Although neither ejection would be considered a major event, scientists are watching closely because they came so close together from the same area, Berger said. Besides the expected effects on GPS data and radio transmissions, they may create an aurora display across the northern U.S.

The geomagnetic storms touched off by the solar action will be strongest tomorrow into this weekend, Berger said. The storms will be G2 or G3 on the center’s five-step scale for geomagnetic events, with G5 the strongest.

The coronal ejections both erupted out of a sunspot complex that also produced two flares this week, Berger said. The spots are big magnetic storms on the sun that darken its surface and can be seen from Earth.

Magnetic Field
“Essentially the sun just shot out a magnet and it is about to interact with another magnet, Earth’s magnet,” said William Murtagh, program coordinator at the center in Boulder, Colorado. Earth’s magnetic field will start fluctuating when the material from the sun arrives, according the center’s website.

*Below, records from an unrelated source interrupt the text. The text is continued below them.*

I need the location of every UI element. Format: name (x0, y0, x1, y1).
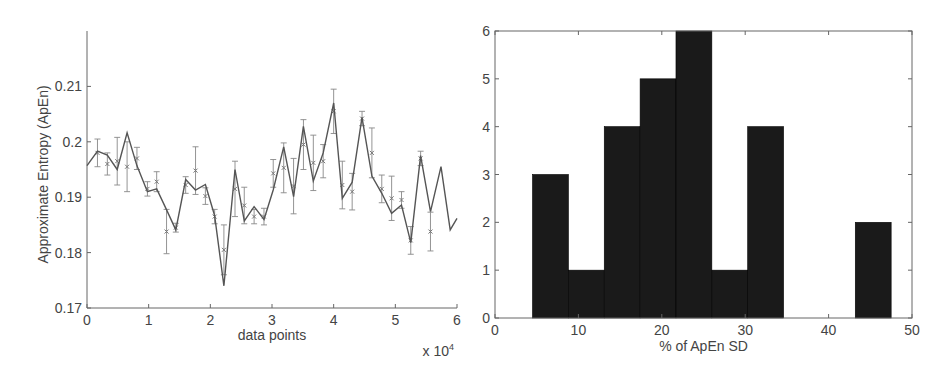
histogram-bar (748, 127, 784, 318)
y-tick-label: 0.17 (55, 300, 82, 316)
x-axis-label: % of ApEn SD (659, 338, 748, 354)
histogram-bar (604, 127, 640, 318)
histogram-bar (855, 222, 891, 318)
x-axis-label: data points (238, 327, 307, 343)
x-tick-label: 10 (571, 322, 587, 338)
x-tick-label: 20 (654, 322, 670, 338)
histogram-bar (640, 79, 676, 318)
y-tick-label: 4 (482, 119, 490, 135)
x-multiplier-label: x 104 (423, 342, 454, 359)
y-tick-label: 5 (482, 71, 490, 87)
histogram-bar (712, 270, 748, 318)
y-tick-label: 0.21 (55, 78, 82, 94)
y-tick-label: 2 (482, 214, 490, 230)
histogram-bar (676, 31, 712, 318)
y-tick-label: 6 (482, 23, 490, 39)
x-tick-label: 6 (453, 312, 461, 328)
y-tick-label: 0.2 (63, 134, 83, 150)
y-tick-label: 0.18 (55, 245, 82, 261)
x-tick-label: 5 (391, 312, 399, 328)
x-tick-label: 3 (268, 312, 276, 328)
x-tick-label: 4 (330, 312, 338, 328)
histogram-bar (568, 270, 604, 318)
y-axis-label: Approximate Entropy (ApEn) (35, 85, 51, 263)
x-tick-label: 40 (821, 322, 837, 338)
figure: 01234560.170.180.190.20.21data pointsApp… (0, 0, 947, 375)
x-tick-label: 50 (904, 322, 920, 338)
y-tick-label: 0 (482, 310, 490, 326)
histogram-bar (533, 175, 569, 319)
y-tick-label: 1 (482, 262, 490, 278)
y-tick-label: 0.19 (55, 189, 82, 205)
x-tick-label: 30 (737, 322, 753, 338)
apen-sd-histogram: 010203040500123456% of ApEn SD (482, 23, 920, 354)
y-tick-label: 3 (482, 167, 490, 183)
x-tick-label: 0 (491, 322, 499, 338)
x-tick-label: 1 (145, 312, 153, 328)
x-tick-label: 0 (83, 312, 91, 328)
x-tick-label: 2 (206, 312, 214, 328)
apen-line-chart: 01234560.170.180.190.20.21data pointsApp… (35, 31, 461, 359)
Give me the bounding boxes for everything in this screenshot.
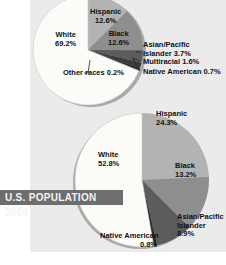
label-hispanic-current: Hispanic 12.6% xyxy=(90,8,121,25)
label-value: 12.6% xyxy=(108,39,129,48)
label-white-2050: White 52.8% xyxy=(98,151,119,168)
label-black-current: Black 12.6% xyxy=(108,30,129,47)
label-multiracial-current: Multiracial 1.6% xyxy=(143,58,199,67)
label-native-current: Native American 0.7% xyxy=(143,68,221,77)
label-value: 13.2% xyxy=(175,171,196,180)
pie-slice-white xyxy=(75,113,154,247)
chart-title-banner: U.S. POPULATION 2050 xyxy=(0,190,123,205)
label-value: 12.6% xyxy=(90,17,121,26)
label-native-2050: Native American 0.8% xyxy=(100,232,157,249)
label-black-2050: Black 13.2% xyxy=(175,162,196,179)
label-asian-2050: Asian/Pacific Islander 8.9% xyxy=(177,213,224,239)
label-value: 69.2% xyxy=(55,40,76,49)
label-value: 52.8% xyxy=(98,160,119,169)
label-hispanic-2050: Hispanic 24.3% xyxy=(156,110,187,127)
label-value: 24.3% xyxy=(156,119,187,128)
label-asian-current: Asian/Pacific Islander 3.7% xyxy=(143,41,191,58)
label-white-current: White 69.2% xyxy=(55,31,76,48)
label-value: 0.8% xyxy=(100,241,157,250)
label-value: 8.9% xyxy=(177,230,224,239)
label-other-current: Other races 0.2% xyxy=(63,69,124,78)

Large solar events can prompt aircraft to divert from polar routes because of increased radiation, although that isn’t expected to happen this time. In addition to measuring geomagnetic storms, the space weather center classifies radiation effects of solar events on a similar five-step scale. The current radiation impacts are rated at S1. An S3 or higher is needed to divert airline traffic, Murtagh said.

Berger said U.S. electric power grid operators should be able to handle these events. There also isn’t a concern for electronics on the ground.

The storms won’t match the power of a storm recorded in 1859 by British astronomer Richard Carrington now known as the Carrington Event. It electrified telegraph lines, shocking operators, and created an aurora seen in Cuba and Hawaii, according to the National Aeronautics and Space Administration website. Another large storm in 2012 missed Earth, Berger said.

Both the Carrington Event and the 2012 storm took about 17 hours to travel from the sun to the earth, Berger said. These two eruptions are taking 40 to 50 hours. The second eruption is more powerful and is catching up to the first, Berger said. Current models say they won’t arrive together.